Mark 6 - Tuesday 9th April

Today’s chapter is Mark 6

Tom writes:

Again we see the curious intermingling of compassion and authority played out across the Judean landscape. Jesus gives the disciples authority to cast out evil spirits but also tells them to build dependent friendships with those who will receive them. Powerful enough to cast out spirits. But too weak to be self-sufficient. Jesus asks for an almost impossible way of life; like learning to walk on water and silence storms while also allowing others to push you out of town and to murder your cousin. Curiouser and curiouser. Authority and Compassion, arm in arm, expressed in words and deeds. This is a strange, servant-hearted way of life that Jesus calls us to lead. Just when you think you get it; that a time of triumphant victory is coming, you find a face-full of rejection. Meekness and miracles are married in the Messiah. I must admit I find this hard. If the call was just to meekly serve others, to allow them to mistreat you and to reject you… I think I would struggle with that emotionally, but I could commit myself to its logic. And if the call was to swagger around with authority, smiling smugly while others struggle with problems before I saunter in, swing my Spirit-empowered hand and solve it in one foul swoop… well I could also see that logic too. But to try to do both at the same time… that requires quite a bit of faith.

It requires quite a bit of resilience. In this section of Mark’s gospel we are jittering in and out of what we would think of as authority, in and out of what we would think of as compassion. And in doing this Jesus is schooling us in the way of his Kingdom. His Kingdom rends the heavens, rushes in with dazzling authority and stupefying power. And yet that power is used to offer food to the hungry, peace to a dread-filled dozen and even permission to have their own will done to those too proud or too blind to really see. Perhaps this is the long and short of it; Jesus’ authority is not at this point in history imposed from above, enforcing his will. Instead his authority is used to seek and save the lost, to drop hints, to point towards something so much greater, so those who have eyes to see them can be swept up into his Kingdom. Jesus’ authority to crush all evil is wedded to his compassion to save all those who are currently evil… and so a bewildering and grubby form of discipleship is required, where we are willing to climb on a cross while releasing resurrection power into the rumbling world.


Question for reflection

Which of these stories about Jesus captures your attention the most? Why?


__ACTIVITY__:
Gather each line of the entries below that includes "button".

Element data from apps and pages:

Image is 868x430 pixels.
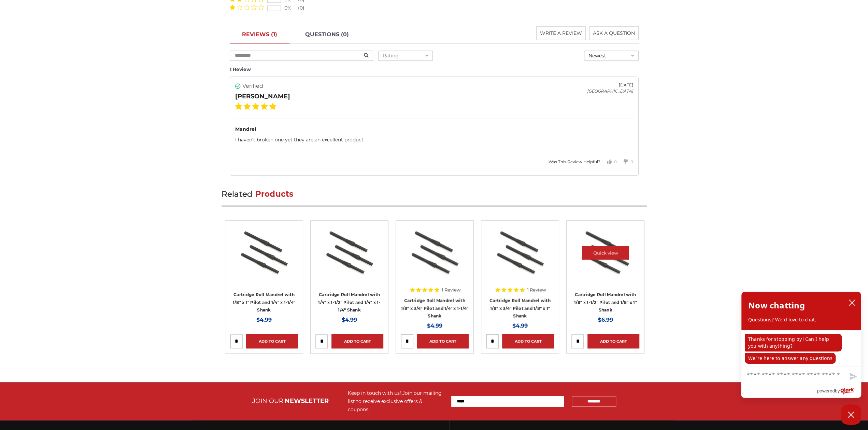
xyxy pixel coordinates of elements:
button: Rating [378,50,433,61]
button: close chatbox [846,297,857,307]
div: [PERSON_NAME] [235,92,290,101]
span: $4.99 [512,322,528,328]
img: Cartridge rolls mandrel [578,225,633,280]
div: [DATE] [587,82,633,88]
a: Powered by Olark [817,385,861,397]
a: Cartridge rolls mandrel [571,225,639,290]
a: Quick view [582,246,629,259]
label: 5 Stars [258,5,264,10]
button: ASK A QUESTION [589,26,639,40]
img: Cartridge rolls mandrel [407,225,462,280]
a: QUESTIONS (0) [293,26,361,43]
p: We're here to answer any questions [745,353,836,364]
span: $4.99 [256,317,272,323]
a: Cartridge Roll Mandrel with 1/8" x 1" Pilot and 1/4" x 1-1/4" Shank [233,292,295,313]
a: Cartridge Roll Mandrel with 1/8" x 3/4" Pilot and 1/8" x 1" Shank [490,298,551,318]
label: 3 Stars [244,5,250,10]
button: Newest [584,50,639,61]
button: WRITE A REVIEW [536,26,586,40]
a: Cartridge rolls mandrel [401,225,469,290]
img: Cartridge rolls mandrel [493,225,547,280]
label: 1 Star [235,103,242,109]
div: (0) [298,5,311,11]
div: 1 Review [230,66,639,73]
span: $4.99 [427,322,443,328]
span: WRITE A REVIEW [540,30,582,36]
a: Cartridge Roll Mandrel with 1/4" x 1-1/2" Pilot and 1/4" x 1-1/4" Shank [318,292,380,313]
div: 0% [284,5,298,11]
a: REVIEWS (1) [230,26,289,43]
span: Verified [242,82,263,90]
a: Cartridge Roll Mandrel with 1/8" x 1-1/2" Pilot and 1/8" x 1" Shank [574,292,637,313]
img: Cartridge rolls mandrel [322,225,377,280]
span: 1 Review [442,288,461,292]
span: NEWSLETTER [285,397,328,404]
div: Was This Review Helpful? [549,159,600,165]
div: chat [741,330,861,366]
label: 2 Stars [244,103,251,109]
a: Add to Cart [417,334,469,348]
span: $4.99 [342,317,357,323]
span: Rating [383,53,399,58]
span: Products [255,189,293,199]
button: Send message [844,369,861,385]
span: by [835,386,840,395]
span: powered [817,386,835,395]
a: Cartridge Roll Mandrel with 1/8" x 3/4" Pilot and 1/4" x 1-1/4" Shank [401,298,469,318]
img: Cartridge rolls mandrel [237,225,292,280]
a: Add to Cart [331,334,384,348]
a: Add to Cart [246,334,298,348]
button: Close Chatbox [841,404,861,425]
span: JOIN OUR [252,397,283,404]
a: Cartridge rolls mandrel [486,225,554,290]
p: Questions? We'd love to chat. [748,316,854,323]
div: [GEOGRAPHIC_DATA] [587,88,633,94]
label: 2 Stars [237,5,242,10]
label: 4 Stars [251,5,256,10]
label: 3 Stars [252,103,259,109]
span: Newest [588,53,606,58]
span: $6.99 [598,317,613,323]
div: Keep in touch with us! Join our mailing list to receive exclusive offers & coupons. [348,389,444,414]
label: 5 Stars [269,103,276,109]
a: Cartridge rolls mandrel [230,225,298,290]
span: 0 [630,159,633,164]
i: Verified user [235,83,241,88]
a: Add to Cart [588,334,639,348]
div: Mandrel [235,125,633,133]
button: Votes Up [600,154,617,170]
label: 4 Stars [261,103,268,109]
span: 0 [614,159,617,164]
span: 1 Review [527,288,546,292]
span: ASK A QUESTION [593,30,635,36]
span: I haven't broken one yet they are an excellent product [235,137,364,143]
p: Thanks for stopping by! Can I help you with anything? [745,334,842,351]
h2: Now chatting [748,298,804,312]
span: Related [222,189,253,199]
a: Add to Cart [502,334,554,348]
div: olark chatbox [741,291,861,398]
label: 1 Star [230,5,235,10]
a: Cartridge rolls mandrel [315,225,384,290]
button: Votes Down [617,154,633,170]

__ANSWER BELOW__:
button: Rating [378,50,433,61]
button: close chatbox [846,297,857,307]
button: ASK A QUESTION [589,26,639,40]
button: Newest [584,50,639,61]
button: WRITE A REVIEW [536,26,586,40]
button: Send message [844,369,861,385]
button: Close Chatbox [841,404,861,425]
button: Votes Up [600,154,617,170]
button: Votes Down [617,154,633,170]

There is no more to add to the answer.